Upon sending the e-mails, 36 were returned indicating that the e-mail addresses were not currently recognized by the system.

Table 2 provides a summary of the frequencies and percentages of the responses based on the highest degree offered by each school of education.

Please insert Table 2 about here.

The responses represent 153 different colleges, schools, or departments of education. Of these institutions, 16 (10.6%) offered only bachelor degrees, 70 (46.4%) offered through a masters or specialist degree, and 65 (43.0%) offered through the doctoral degree (Ed.D/Ph.D). Two of the respondents omitted this item.

The size of the colleges and schools of education is depicted in Figure 1. Of the

Please insert Figure 1 about here.

respondents, 6 (4.0%) schools graduated less than 50 undergraduate and graduate students per year, 13 (8.6%) schools graduated between 51 and 100 students per year, 40 (26.5%) schools graduated between 101 and 250 students per year, 40 (26.5%) schools graduated between 251 and 500 students per year, and 52 (34.4%) schools more than 500 students each year. Two respondents omitted this item.

The Importance of Dean Tasks

The mean percentage of times that a task performed by education deans was more important than the other 19 tasks was determined by averaging the percentages for that task across the results of the 153 respondents. Table 3 lists these tasks from the “most important” to the “least important.” The standard deviation for each of these tasks is also provided.

Please insert Table 3 about here.

Discussion and Conclusions

Although the return rate for this study was relatively small (about 30%), it is in line with expectations for this type of study. In fact, the usable sample size (153) is quite respectable considering the population for the study. Based on the demographics, there was not reason to believe that there was a bias in the returns with respect to degrees offered and size of the teacher education program.

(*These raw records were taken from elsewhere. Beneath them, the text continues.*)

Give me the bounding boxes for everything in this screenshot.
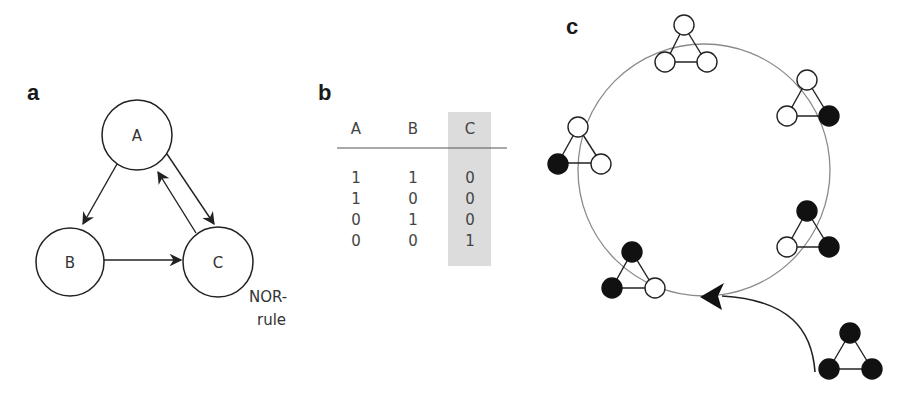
cell-a: 1: [351, 190, 361, 208]
cell-a: 0: [351, 211, 361, 229]
cell-b: 1: [408, 211, 418, 229]
cell-b: 1: [408, 169, 418, 187]
state-left: [548, 117, 611, 174]
cell-b: 0: [408, 190, 418, 208]
arrowhead-icon: [700, 283, 724, 310]
column-header-a: A: [351, 120, 362, 138]
node-b-label: B: [65, 254, 75, 272]
edge-a-to-c: [167, 154, 214, 224]
cell-c: 0: [465, 211, 475, 229]
cycle-circle: [578, 44, 830, 296]
state-cycle: [548, 15, 882, 379]
edge-a-to-b: [83, 164, 117, 224]
network-diagram: A B C NOR- rule: [36, 100, 287, 329]
node-a: A: [102, 100, 172, 170]
cell-c: 0: [465, 169, 475, 187]
entry-trajectory: [722, 296, 815, 372]
node-b: B: [36, 228, 104, 296]
column-header-b: B: [408, 120, 418, 138]
figure-canvas: A B C NOR- rule A B C 1 1 0 1 0 0 0: [0, 0, 910, 401]
cell-a: 1: [351, 169, 361, 187]
cell-a: 0: [351, 232, 361, 250]
cell-c: 0: [465, 190, 475, 208]
node-c-label: C: [213, 254, 223, 272]
column-header-c: C: [465, 120, 475, 138]
rule-label-line1: NOR-: [249, 288, 287, 306]
rule-label-line2: rule: [257, 311, 286, 329]
state-lower-right: [777, 201, 839, 257]
node-c: C: [183, 227, 253, 297]
state-entry: [819, 323, 882, 379]
cell-b: 0: [408, 232, 418, 250]
truth-table: A B C 1 1 0 1 0 0 0 1 0 0 0 1: [337, 112, 507, 266]
node-a-label: A: [132, 127, 143, 145]
cell-c: 1: [465, 232, 475, 250]
state-bottom-left: [602, 242, 665, 298]
edge-c-to-a: [158, 172, 196, 233]
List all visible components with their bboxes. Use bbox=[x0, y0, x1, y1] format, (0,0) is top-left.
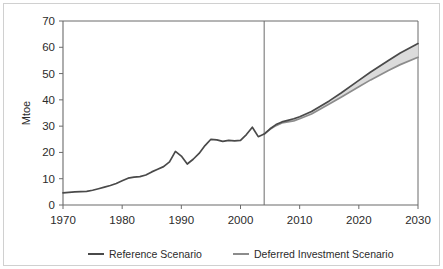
y-axis-title: Mtoe bbox=[20, 101, 32, 125]
x-tick-label: 1990 bbox=[169, 214, 195, 226]
y-tick-label: 10 bbox=[42, 173, 55, 185]
plot-area: 0102030405060701970198019902000201020202… bbox=[20, 15, 431, 260]
x-tick-label: 2030 bbox=[405, 214, 431, 226]
chart-figure: 0102030405060701970198019902000201020202… bbox=[0, 0, 443, 269]
legend-label-reference-scenario: Reference Scenario bbox=[109, 248, 202, 260]
x-tick-label: 1980 bbox=[109, 214, 135, 226]
y-tick-label: 30 bbox=[42, 120, 55, 132]
y-tick-label: 20 bbox=[42, 146, 55, 158]
x-tick-label: 2010 bbox=[287, 214, 313, 226]
y-tick-label: 40 bbox=[42, 94, 55, 106]
y-tick-label: 60 bbox=[42, 41, 55, 53]
y-tick-label: 0 bbox=[49, 199, 55, 211]
line-chart: 0102030405060701970198019902000201020202… bbox=[0, 0, 443, 269]
x-tick-label: 2000 bbox=[228, 214, 254, 226]
x-tick-label: 2020 bbox=[346, 214, 372, 226]
x-tick-label: 1970 bbox=[50, 214, 76, 226]
y-tick-label: 50 bbox=[42, 68, 55, 80]
series-line-reference-scenario bbox=[63, 44, 418, 193]
legend-label-deferred-investment-scenario: Deferred Investment Scenario bbox=[254, 248, 394, 260]
y-tick-label: 70 bbox=[42, 15, 55, 27]
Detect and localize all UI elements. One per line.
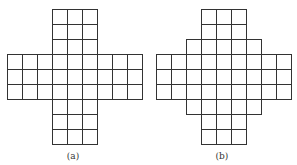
grid-cell xyxy=(232,40,247,55)
grid-cell xyxy=(202,70,217,85)
grid-cell xyxy=(202,10,217,25)
grid-cell xyxy=(232,55,247,70)
grid-cell xyxy=(202,25,217,40)
grid-cell xyxy=(202,100,217,115)
grid-cell xyxy=(232,115,247,130)
grid-cell xyxy=(172,55,187,70)
grid-cell xyxy=(187,55,202,70)
grid-cell xyxy=(232,10,247,25)
grid-cell xyxy=(277,85,292,100)
grid-cell xyxy=(232,70,247,85)
grid-cell xyxy=(217,100,232,115)
grid-cell xyxy=(202,115,217,130)
grid-cell xyxy=(202,55,217,70)
grid-cell xyxy=(247,70,262,85)
grid-cell xyxy=(172,70,187,85)
grid-cell xyxy=(217,10,232,25)
grid-cell xyxy=(247,85,262,100)
grid-cell xyxy=(217,55,232,70)
grid-cell xyxy=(262,55,277,70)
grid-cell xyxy=(247,40,262,55)
grid-cell xyxy=(217,25,232,40)
grid-cell xyxy=(217,115,232,130)
grid-cell xyxy=(187,70,202,85)
grid-cell xyxy=(277,70,292,85)
grid-cell xyxy=(262,85,277,100)
grid-cell xyxy=(217,40,232,55)
grid-cell xyxy=(157,70,172,85)
grid-cell xyxy=(262,70,277,85)
grid-cell xyxy=(232,25,247,40)
grid-cell xyxy=(187,85,202,100)
grid-cell xyxy=(172,85,187,100)
figure-b: (b) xyxy=(0,0,148,165)
grid-cell xyxy=(217,85,232,100)
grid-cell xyxy=(247,55,262,70)
grid-cell xyxy=(217,70,232,85)
grid-cell xyxy=(157,55,172,70)
grid-cell xyxy=(232,85,247,100)
grid-cell xyxy=(232,130,247,145)
grid-b xyxy=(0,0,297,150)
grid-cell xyxy=(187,100,202,115)
grid-cell xyxy=(157,85,172,100)
grid-cell xyxy=(187,40,202,55)
grid-cell xyxy=(232,100,247,115)
grid-cell xyxy=(202,85,217,100)
grid-cell xyxy=(217,130,232,145)
grid-cell xyxy=(277,55,292,70)
grid-cell xyxy=(202,40,217,55)
grid-cell xyxy=(247,100,262,115)
grid-cell xyxy=(202,130,217,145)
caption-b: (b) xyxy=(207,150,237,162)
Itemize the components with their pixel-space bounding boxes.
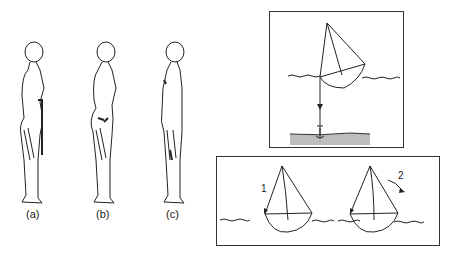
arrow-2-label: 2 [398,170,404,181]
anchored-boat-panel [270,12,404,148]
figure-a [20,42,44,203]
figure-b-label: (b) [96,208,109,220]
figure-a-label: (a) [26,208,39,220]
figure-c-label: (c) [166,208,179,220]
diagram-canvas [0,0,458,257]
boats-panel [217,157,440,246]
arrow-1-label: 1 [261,183,267,194]
human-figures [20,42,184,203]
figure-c [161,42,184,203]
figure-b [91,42,116,203]
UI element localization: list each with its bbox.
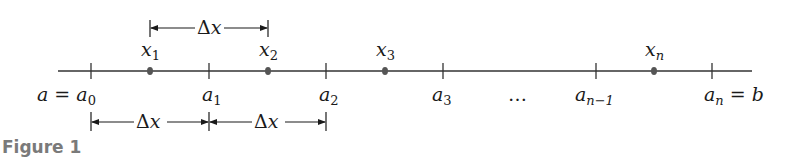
label-a1: a1 (202, 83, 222, 108)
label-an-1: an−1 (575, 83, 614, 108)
bottom-delta-x-brackets (91, 112, 326, 131)
figure-caption: Figure 1 (2, 137, 81, 157)
label-a0: a = a0 (37, 83, 96, 108)
bottom-delta-x-label-2: Δx (254, 110, 279, 132)
point-x3 (382, 67, 388, 75)
label-xn: xn (645, 38, 664, 63)
ellipsis: … (508, 83, 527, 105)
bottom-delta-x-label-1: Δx (136, 110, 161, 132)
partition-diagram: x1 x2 x3 xn a = a0 a1 a2 a3 … an−1 an = … (0, 0, 802, 164)
label-an: an = b (704, 83, 764, 108)
label-x2: x2 (259, 38, 278, 63)
label-a2: a2 (319, 83, 339, 108)
top-delta-x-label: Δx (197, 16, 222, 38)
point-xn (651, 67, 657, 75)
point-x1 (147, 67, 153, 75)
label-x1: x1 (141, 38, 160, 63)
point-x2 (265, 67, 271, 75)
label-a3: a3 (432, 83, 452, 108)
label-x3: x3 (376, 38, 395, 63)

The paired comparison method forces each respondent to chose between each pair of tasks. Many times, this means choosing one task between two desirable tasks. The result is list of tasks ranked according to importance. The average percentage each task was ranked more important than others represents an approximate interval scale score that can be used to compare the relative importance of each task. As noted, these results can be found in Table 3 where the 20 dean tasks are ranked and the average percentages approximate interval scale scores. It is conceivable, for example, that a respondent might feel that all 20 tasks are important, but the paired-comparison method would force him/her to rank some tasks as more or less important than other tasks. Even though this may happen, it is interesting to observe the relationships among the dean tasks.